Strategy and Consulting
Common assignment types:
- A market entry scenario — evaluate two or three geographies or segments, make a clear recommendation with a sequenced execution plan
- A competitive landscape analysis — map the key players, identify the structural dynamics, surface the non-obvious implication for the client
- An M&A or partnership evaluation — given a target profile, assess fit, flag integration risk, and recommend a position
What’s being tested: Intellectual independence — the ability to go beyond AI-shaped thinking and find the insight that doesn’t emerge from a standard prompt. If the AI suggested an 18-month profitability timeline, the candidate must defend that number — or explain why they overrode it — based on specific regulatory, supply chain, or competitive factors the AI minimized.
Finance
Common assignment types:
- A financial forecast model — build a revenue projection or cost model from a set of assumptions, and explain the drivers
- A unit economics analysis — work through CAC, LTV, and payback period for a given business and identify where the model is healthy or exposed
- A scenario and sensitivity analysis — stress-test a set of assumptions, identify the variables that matter most, and frame the risk for a decision-maker
What’s being tested: Rigor, sourcing instincts, and whether the candidate owns the model or just ran it. AI can structure the framework — the candidate has to own every assumption underneath it.
Red Flags Evaluators Are Screening For
| Red flag | What it looks like | What it signals |
|---|---|---|
| Generic output | Textbook definitions, standard templates, no industry specificity | Candidate is a prompt-passer, not a thinking partner |
| Hallucination blindness | Fabricated citations, incorrect metrics, non-existent product features in the submission | Failure to verify — a critical gap in any professional role |
| No narration | Can’t explain how they reached the final output | Suggests black-box thinking — the candidate doesn’t own the work |
How to Actually Perform Well
Most candidates treat the AI take-home as a document problem. It isn’t. It’s a reasoning problem. Four principles that apply across every role and every assignment type:
1. Know exactly where you pushed back on AI — and be ready to say why. This is the sharpest signal you can send.
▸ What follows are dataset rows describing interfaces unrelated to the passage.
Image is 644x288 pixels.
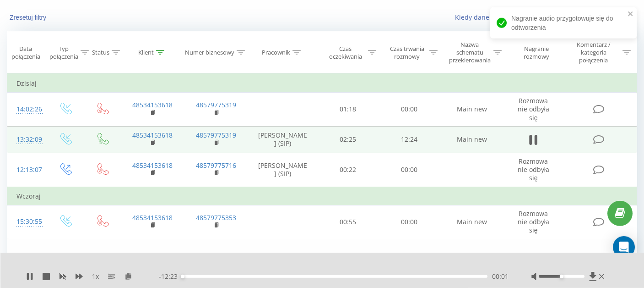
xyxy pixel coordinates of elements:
[7,13,51,21] button: Zresetuj filtry
[492,272,508,281] span: 00:01
[379,126,440,153] td: 12:24
[138,48,154,56] div: Klient
[196,131,236,139] a: 48579775319
[16,213,37,231] div: 15:30:55
[248,126,317,153] td: [PERSON_NAME] (SIP)
[440,126,504,153] td: Main new
[248,153,317,187] td: [PERSON_NAME] (SIP)
[196,100,236,109] a: 48579775319
[517,209,549,234] span: Rozmowa nie odbyła się
[16,161,37,179] div: 12:13:07
[379,205,440,239] td: 00:00
[317,205,378,239] td: 00:55
[132,213,172,222] a: 48534153618
[7,187,637,205] td: Wczoraj
[16,100,37,118] div: 14:02:26
[379,93,440,127] td: 00:00
[49,45,78,61] div: Typ połączenia
[517,96,549,122] span: Rozmowa nie odbyła się
[613,236,635,258] div: Open Intercom Messenger
[185,48,234,56] div: Numer biznesowy
[440,93,504,127] td: Main new
[560,274,563,278] div: Accessibility label
[196,213,236,222] a: 48579775353
[317,93,378,127] td: 01:18
[132,161,172,169] a: 48534153618
[317,153,378,187] td: 00:22
[7,74,637,93] td: Dzisiaj
[92,272,99,281] span: 1 x
[132,131,172,139] a: 48534153618
[567,41,620,64] div: Komentarz / kategoria połączenia
[325,45,365,61] div: Czas oczekiwania
[440,205,504,239] td: Main new
[628,10,634,19] button: close
[262,48,290,56] div: Pracownik
[7,45,44,61] div: Data połączenia
[517,157,549,182] span: Rozmowa nie odbyła się
[132,100,172,109] a: 48534153618
[196,161,236,169] a: 48579775716
[181,274,185,278] div: Accessibility label
[387,45,427,61] div: Czas trwania rozmowy
[317,126,378,153] td: 02:25
[16,131,37,149] div: 13:32:09
[92,48,109,56] div: Status
[379,153,440,187] td: 00:00
[455,13,637,21] a: Kiedy dane mogą różnić się od danych z innych systemów
[512,45,561,61] div: Nagranie rozmowy
[159,272,182,281] span: - 12:23
[490,7,637,39] div: Nagranie audio przygotowuje się do odtworzenia
[448,41,491,64] div: Nazwa schematu przekierowania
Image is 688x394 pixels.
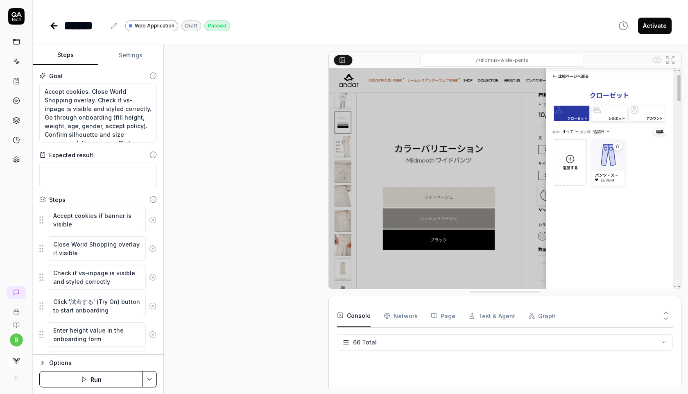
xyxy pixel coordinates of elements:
[3,346,29,369] button: Virtusize Logo
[39,207,157,232] div: Suggestions
[650,53,663,66] button: Show all interative elements
[638,18,671,34] button: Activate
[528,304,555,327] button: Graph
[613,18,633,34] button: View version history
[663,53,677,66] button: Open in full screen
[9,353,24,368] img: Virtusize Logo
[181,20,201,31] div: Draft
[49,151,93,159] div: Expected result
[39,264,157,290] div: Suggestions
[7,286,26,299] a: New conversation
[39,358,157,368] button: Options
[146,240,160,257] button: Remove step
[329,68,681,289] img: Screenshot
[431,304,455,327] button: Page
[468,304,515,327] button: Test & Agent
[39,350,157,376] div: Suggestions
[3,302,29,315] a: Book a call with us
[49,72,63,80] div: Goal
[33,45,98,65] button: Steps
[3,315,29,328] a: Documentation
[49,358,157,368] div: Options
[337,304,370,327] button: Console
[98,45,164,65] button: Settings
[39,371,142,387] button: Run
[146,269,160,285] button: Remove step
[39,293,157,318] div: Suggestions
[204,20,230,31] div: Passed
[39,236,157,261] div: Suggestions
[125,20,178,31] a: Web Application
[49,195,65,204] div: Steps
[146,212,160,228] button: Remove step
[146,298,160,314] button: Remove step
[39,322,157,347] div: Suggestions
[135,22,174,29] span: Web Application
[10,333,23,346] button: r
[384,304,417,327] button: Network
[146,326,160,343] button: Remove step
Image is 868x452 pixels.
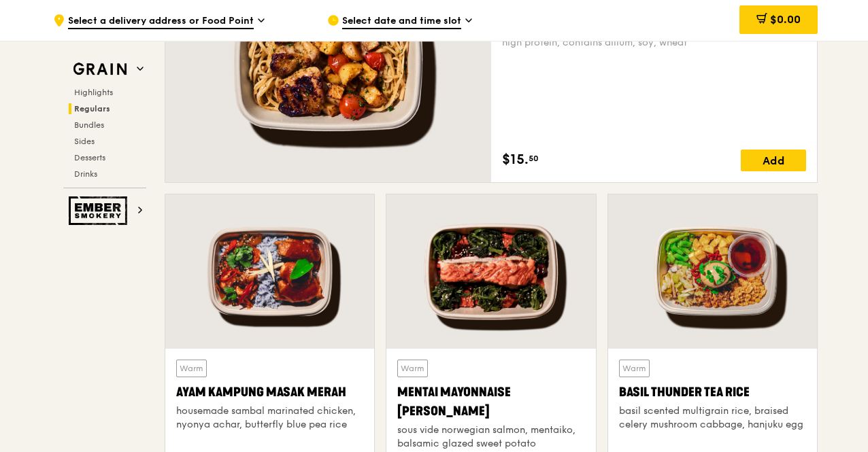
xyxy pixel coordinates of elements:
[74,137,94,146] span: Sides
[398,383,585,421] div: Mentai Mayonnaise [PERSON_NAME]
[74,169,97,179] span: Drinks
[74,88,113,97] span: Highlights
[771,13,801,26] span: $0.00
[176,383,363,402] div: Ayam Kampung Masak Merah
[619,383,807,402] div: Basil Thunder Tea Rice
[619,360,650,377] div: Warm
[176,360,207,377] div: Warm
[69,57,131,82] img: Grain web logo
[74,104,110,114] span: Regulars
[74,153,106,162] span: Desserts
[398,360,428,377] div: Warm
[68,14,254,29] span: Select a delivery address or Food Point
[503,36,807,49] div: high protein, contains allium, soy, wheat
[342,14,461,29] span: Select date and time slot
[176,405,363,432] div: housemade sambal marinated chicken, nyonya achar, butterfly blue pea rice
[503,150,529,170] span: $15.
[529,153,539,164] span: 50
[69,197,131,225] img: Ember Smokery web logo
[398,424,585,451] div: sous vide norwegian salmon, mentaiko, balsamic glazed sweet potato
[619,405,807,432] div: basil scented multigrain rice, braised celery mushroom cabbage, hanjuku egg
[741,150,807,171] div: Add
[74,120,104,130] span: Bundles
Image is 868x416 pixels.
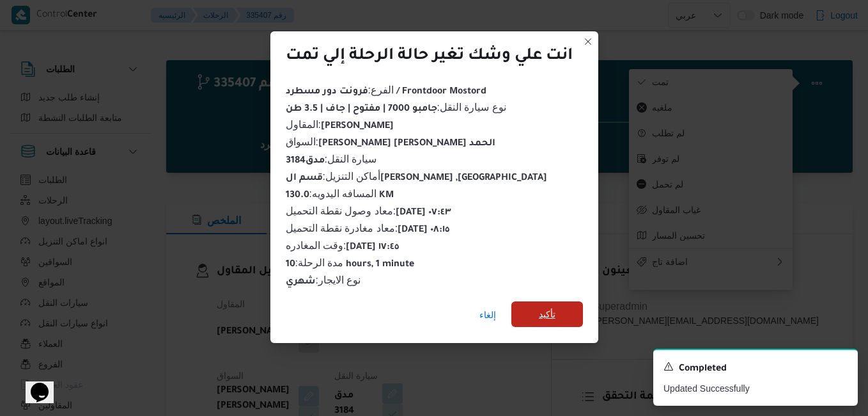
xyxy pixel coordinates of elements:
b: [DATE] ٠٧:٤٣ [396,208,452,218]
span: معاد وصول نقطة التحميل : [286,205,452,216]
span: إلغاء [480,307,496,322]
button: إلغاء [475,302,502,328]
b: قسم ال[PERSON_NAME] ,[GEOGRAPHIC_DATA] [286,174,548,183]
span: السواق : [286,137,496,147]
button: Closes this modal window [580,34,596,49]
b: 130.0 KM [286,190,395,201]
b: جامبو 7000 | مفتوح | جاف | 3.5 طن [286,104,438,115]
b: [DATE] ١٧:٤٥ [346,242,399,253]
b: مدق3184 [286,156,325,167]
span: سيارة النقل : [286,154,377,165]
iframe: chat widget [13,365,54,403]
b: فرونت دور مسطرد / Frontdoor Mostord [286,87,487,97]
span: تأكيد [539,306,555,322]
p: Updated Successfully [664,382,848,395]
span: أماكن التنزيل : [286,171,548,181]
span: وقت المغادره : [286,240,400,251]
div: انت علي وشك تغير حالة الرحلة إلي تمت [286,47,573,67]
button: تأكيد [512,301,583,327]
span: Completed [679,362,727,377]
span: المسافه اليدويه : [286,188,395,199]
b: [PERSON_NAME] [PERSON_NAME] الحمد [318,139,496,149]
b: 10 hours, 1 minute [286,260,415,270]
b: [DATE] ٠٨:١٥ [398,225,450,235]
b: شهري [286,277,316,287]
span: نوع الايجار : [286,274,361,285]
span: معاد مغادرة نقطة التحميل : [286,222,450,233]
span: المقاول : [286,119,394,130]
span: مدة الرحلة : [286,257,415,268]
div: Notification [664,360,848,377]
span: نوع سيارة النقل : [286,102,507,113]
span: الفرع : [286,85,487,96]
b: [PERSON_NAME] [321,122,394,132]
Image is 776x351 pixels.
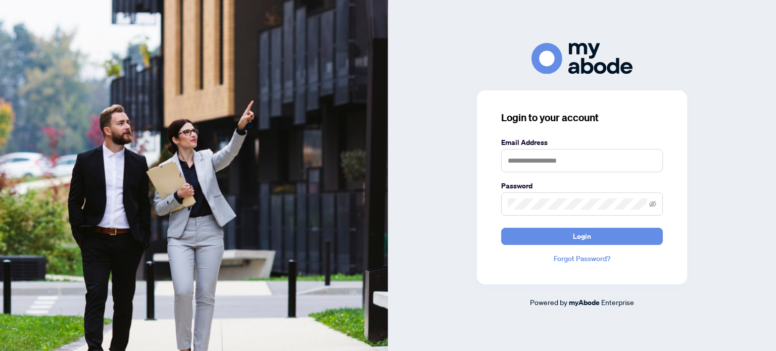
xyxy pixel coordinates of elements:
[569,297,600,308] a: myAbode
[501,228,663,245] button: Login
[501,137,663,148] label: Email Address
[532,43,633,74] img: ma-logo
[501,111,663,125] h3: Login to your account
[530,298,567,307] span: Powered by
[601,298,634,307] span: Enterprise
[573,228,591,245] span: Login
[501,253,663,264] a: Forgot Password?
[649,201,656,208] span: eye-invisible
[501,180,663,191] label: Password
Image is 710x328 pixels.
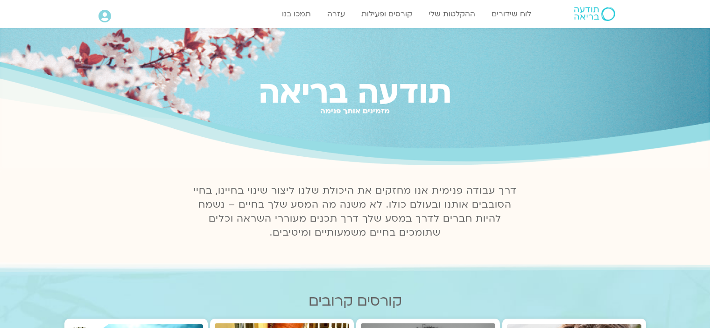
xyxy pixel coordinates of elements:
[487,5,536,23] a: לוח שידורים
[424,5,480,23] a: ההקלטות שלי
[277,5,316,23] a: תמכו בנו
[64,293,646,310] h2: קורסים קרובים
[188,184,523,240] p: דרך עבודה פנימית אנו מחזקים את היכולת שלנו ליצור שינוי בחיינו, בחיי הסובבים אותנו ובעולם כולו. לא...
[357,5,417,23] a: קורסים ופעילות
[574,7,616,21] img: תודעה בריאה
[323,5,350,23] a: עזרה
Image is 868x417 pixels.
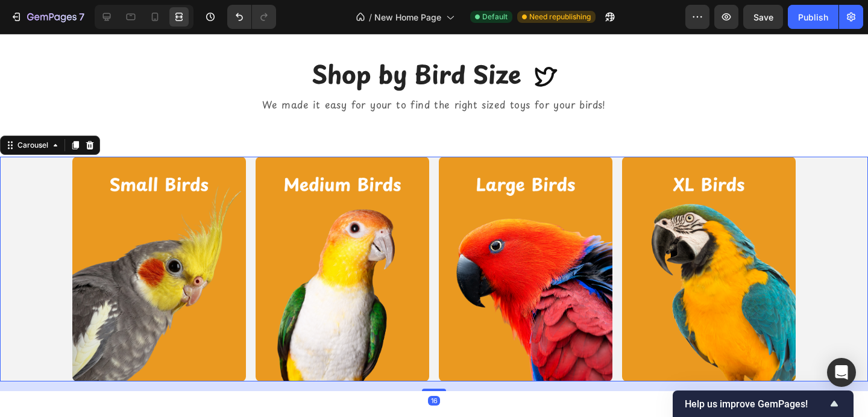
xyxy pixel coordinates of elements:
button: 7 [5,5,90,29]
span: New Home Page [374,11,441,23]
span: Help us improve GemPages! [684,399,826,410]
img: gempages_523568183311860824-a8921e07-6329-4d86-b123-ced0fb8dc1ea.png [73,123,246,348]
img: gempages_523568183311860824-6ad97844-a6db-4dd4-9704-914803982340.png [622,123,795,348]
button: Publish [788,5,838,29]
div: Open Intercom Messenger [826,358,856,387]
p: 7 [79,10,85,24]
img: gempages_523568183311860824-c8224b2d-5d32-4440-8786-fea8e49b6ce3.png [439,123,612,348]
span: Default [482,11,507,22]
div: 16 [428,363,440,372]
div: Undo/Redo [227,5,276,29]
span: Need republishing [529,11,591,22]
button: Save [743,5,783,29]
span: Save [753,12,773,22]
span: / [369,11,372,23]
h2: Shop by Bird Size [310,22,522,58]
img: gempages_523568183311860824-7f740c92-9afb-4ca7-b478-d73aa75cebf6.png [256,123,429,348]
div: Carousel [15,106,51,117]
div: Publish [798,11,828,23]
p: We made it easy for your to find the right sized toys for your birds! [73,64,794,79]
button: Show survey - Help us improve GemPages! [684,397,841,411]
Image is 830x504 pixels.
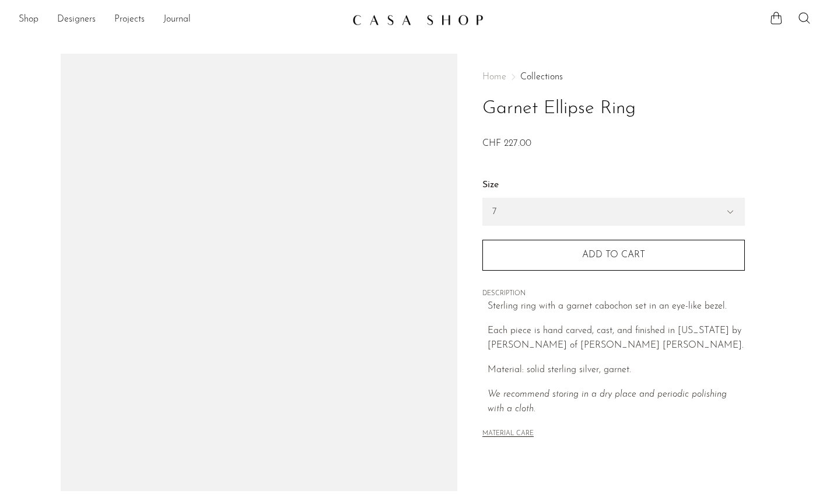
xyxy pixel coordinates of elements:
[488,299,745,314] p: Sterling ring with a garnet cabochon set in an eye-like bezel.
[483,430,534,439] button: MATERIAL CARE
[483,94,745,123] h1: Garnet Ellipse Ring
[483,178,745,193] label: Size
[19,12,38,28] a: Shop
[521,73,563,82] a: Collections
[483,73,745,82] nav: Breadcrumbs
[488,390,727,414] i: We recommend storing in a dry place and periodic polishing with a cloth.
[483,289,745,299] span: DESCRIPTION
[19,10,343,30] ul: NEW HEADER MENU
[483,139,531,148] span: CHF 227.00
[57,12,96,28] a: Designers
[115,12,145,28] a: Projects
[483,240,745,270] button: Add to cart
[488,324,745,354] p: Each piece is hand carved, cast, and finished in [US_STATE] by [PERSON_NAME] of [PERSON_NAME] [PE...
[488,363,745,378] p: Material: solid sterling silver, garnet.
[19,10,343,30] nav: Desktop navigation
[163,12,191,28] a: Journal
[582,250,645,259] span: Add to cart
[483,73,506,82] span: Home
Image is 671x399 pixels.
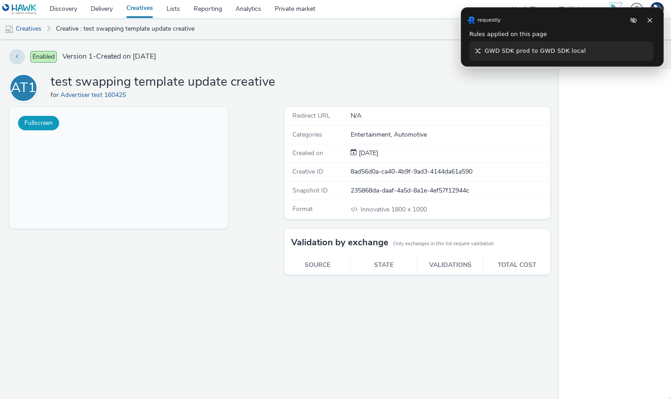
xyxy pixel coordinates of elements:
[351,167,549,176] div: 8ad56d0a-ca40-4b9f-9ad3-4144da61a590
[60,91,129,99] a: Advertiser test 160425
[18,116,59,130] button: Fullscreen
[484,256,550,275] th: Total cost
[291,236,388,249] h3: Validation by exchange
[351,186,549,195] div: 235868da-daaf-4a5d-8a1e-4ef57f12944c
[11,75,36,101] div: AT1
[351,130,549,139] div: Entertainment, Automotive
[360,205,391,214] span: Innovative
[609,2,622,16] img: Hawk Academy
[417,256,483,275] th: Validations
[51,18,199,40] a: Creative : test swapping template update creative
[62,51,156,62] span: Version 1 - Created on [DATE]
[609,2,626,16] a: Hawk Academy
[357,149,378,157] span: [DATE]
[650,2,664,16] img: Support Hawk
[292,111,330,120] span: Redirect URL
[360,205,427,214] span: 1800 x 1000
[357,149,378,158] div: Creation 05 September 2025, 09:34
[51,74,275,91] h1: test swapping template update creative
[30,51,57,63] span: Enabled
[5,25,14,34] img: mobile
[351,256,417,275] th: State
[284,256,351,275] th: Source
[51,91,60,99] span: for
[393,240,494,248] small: Only exchanges in this list require validation
[292,149,323,157] span: Created on
[292,130,322,139] span: Categories
[292,167,323,176] span: Creative ID
[9,83,42,92] a: AT1
[2,4,37,15] img: undefined Logo
[292,205,313,213] span: Format
[292,186,328,195] span: Snapshot ID
[351,111,361,120] span: N/A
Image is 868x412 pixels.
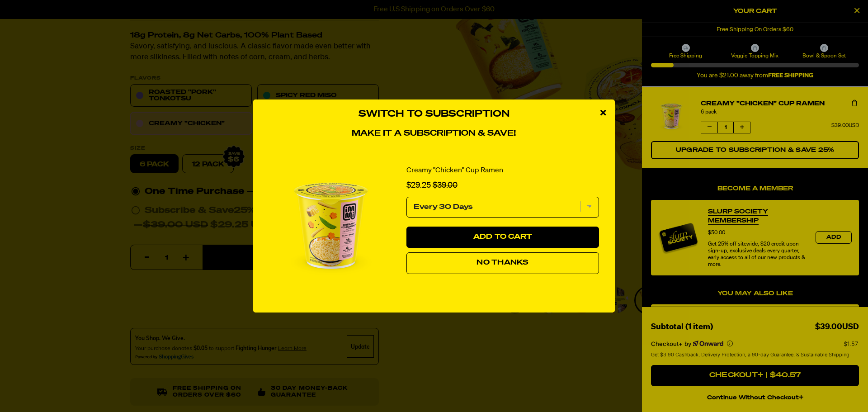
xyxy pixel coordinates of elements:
span: $39.00 [433,182,457,189]
button: Add to Cart [406,227,599,249]
h3: Switch to Subscription [263,109,606,120]
img: View Creamy "Chicken" Cup Ramen [263,157,400,295]
iframe: Marketing Popup [5,371,95,407]
div: close modal [591,100,615,127]
select: subscription frequency [406,197,599,218]
div: 1 of 1 [263,148,606,304]
a: Creamy "Chicken" Cup Ramen [406,166,503,175]
div: Switch to Subscription [263,148,606,304]
span: Add to Cart [473,234,533,240]
h4: Make it a subscription & save! [263,129,606,139]
button: No Thanks [406,253,599,274]
span: $29.25 [406,182,431,189]
span: No Thanks [477,259,529,267]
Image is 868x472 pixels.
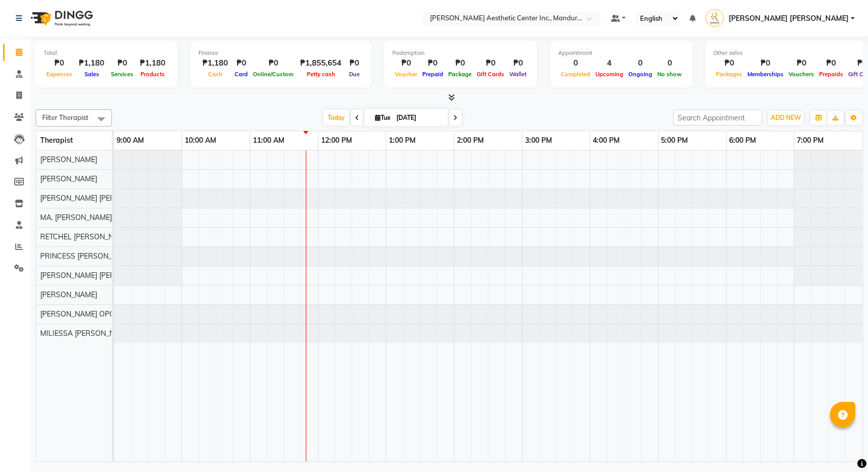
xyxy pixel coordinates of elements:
span: MILIESSA [PERSON_NAME] [40,329,132,338]
div: Redemption [392,49,529,57]
a: 3:00 PM [523,133,555,148]
span: Petty cash [304,71,338,78]
span: Ongoing [626,71,655,78]
span: Vouchers [786,71,817,78]
div: 0 [655,57,684,69]
a: 6:00 PM [726,133,758,148]
div: ₱1,180 [198,57,232,69]
span: [PERSON_NAME] [40,174,97,184]
div: ₱0 [420,57,446,69]
a: 10:00 AM [182,133,219,148]
span: [PERSON_NAME] [PERSON_NAME] [40,271,156,280]
div: ₱0 [108,57,136,69]
span: Today [323,109,349,126]
div: ₱0 [817,57,846,69]
div: ₱0 [713,57,745,69]
div: Finance [198,49,364,57]
span: [PERSON_NAME] [40,290,97,299]
span: Products [138,71,167,78]
span: RETCHEL [PERSON_NAME] [40,233,131,241]
img: MABELL DELA PENA [706,9,724,27]
span: Online/Custom [251,71,296,78]
span: Packages [713,71,745,78]
span: Upcoming [593,71,626,78]
span: Prepaids [817,71,846,78]
div: ₱0 [44,57,75,69]
div: ₱0 [232,57,251,69]
span: Memberships [745,71,786,78]
input: 2025-09-02 [393,110,444,126]
div: ₱0 [392,57,420,69]
a: 12:00 PM [319,133,355,148]
span: Due [347,71,362,78]
span: Card [232,71,251,78]
span: PRINCESS [PERSON_NAME] [40,252,134,260]
a: 4:00 PM [590,133,622,148]
span: Package [446,71,475,78]
span: Expenses [44,71,75,78]
div: ₱0 [345,57,364,69]
span: Services [108,71,136,78]
div: ₱0 [745,57,786,69]
div: 4 [593,57,626,69]
span: [PERSON_NAME] [40,155,97,164]
span: Prepaid [420,71,446,78]
div: ₱0 [786,57,817,69]
span: Filter Therapist [42,114,89,122]
div: Total [44,49,170,57]
span: Tue [372,114,393,122]
a: 9:00 AM [114,133,146,148]
span: [PERSON_NAME] [PERSON_NAME] [728,13,849,24]
div: ₱0 [251,57,296,69]
span: Gift Cards [475,71,507,78]
span: [PERSON_NAME] [PERSON_NAME] [40,194,156,203]
span: Therapist [40,136,73,145]
span: No show [655,71,684,78]
div: ₱1,180 [75,57,108,69]
div: 0 [558,57,593,69]
a: 1:00 PM [386,133,418,148]
span: Wallet [507,71,529,78]
div: 0 [626,57,655,69]
span: [PERSON_NAME] OPOLENCIA [40,309,140,319]
span: Completed [558,71,593,78]
input: Search Appointment [673,109,762,126]
a: 11:00 AM [251,133,287,148]
a: 5:00 PM [658,133,690,148]
button: ADD NEW [769,111,803,125]
span: Voucher [392,71,420,78]
a: 2:00 PM [454,133,487,148]
div: ₱1,180 [136,57,170,69]
span: MA. [PERSON_NAME] [40,213,112,222]
span: Cash [206,71,225,78]
div: Appointment [558,49,684,57]
a: 7:00 PM [794,133,826,148]
img: logo [26,4,96,33]
div: ₱0 [475,57,507,69]
div: ₱1,855,654 [296,57,345,69]
span: Sales [82,71,101,78]
div: ₱0 [507,57,529,69]
span: ADD NEW [771,114,801,122]
div: ₱0 [446,57,475,69]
Candidates who can say “AI defaulted to X, but I changed it because of Y” demonstrate something qualitatively different from candidates who accepted the first output. Identify at least one assumption AI made that you overrode or adjusted, and make it explicit in your submission.
2. Use AI to find its own blind spots. You don’t need deep domain expertise to find the specific angle. You need to ask a better second question. After your first output, prompt AI to stress-test itself: “What assumptions is this analysis making? Where would this recommendation break down? What’s the edge case for this market or constraint?” That surfaces the crack where your judgment can enter — even with limited background knowledge.
3. Your reasoning is the deliverable, not the document. The artifact gets you considered. What actually evaluates you is whether the logic underneath it holds. For every meaningful decision — why you prioritized X over Y, why you accepted or rejected what AI surfaced — have a clear answer ready. If you can’t reconstruct your thinking out loud, you don’t own the work.
4. Let AI go fast on the low-judgment work so you can slow down where it matters. Structure, research, frameworks — let AI carry those. Spend your time on the constraint it missed, the segment insight it flattened, or the second-order risk it didn’t flag. That’s where the submission separates from the median.
The candidates who treat AI as a ghostwriter will be exposed quickly. The ones who treat it as a thinking partner — who push back on its outputs, fill in its blind spots, and can narrate every decision — will consistently outperform those who produced the same document without AI at all.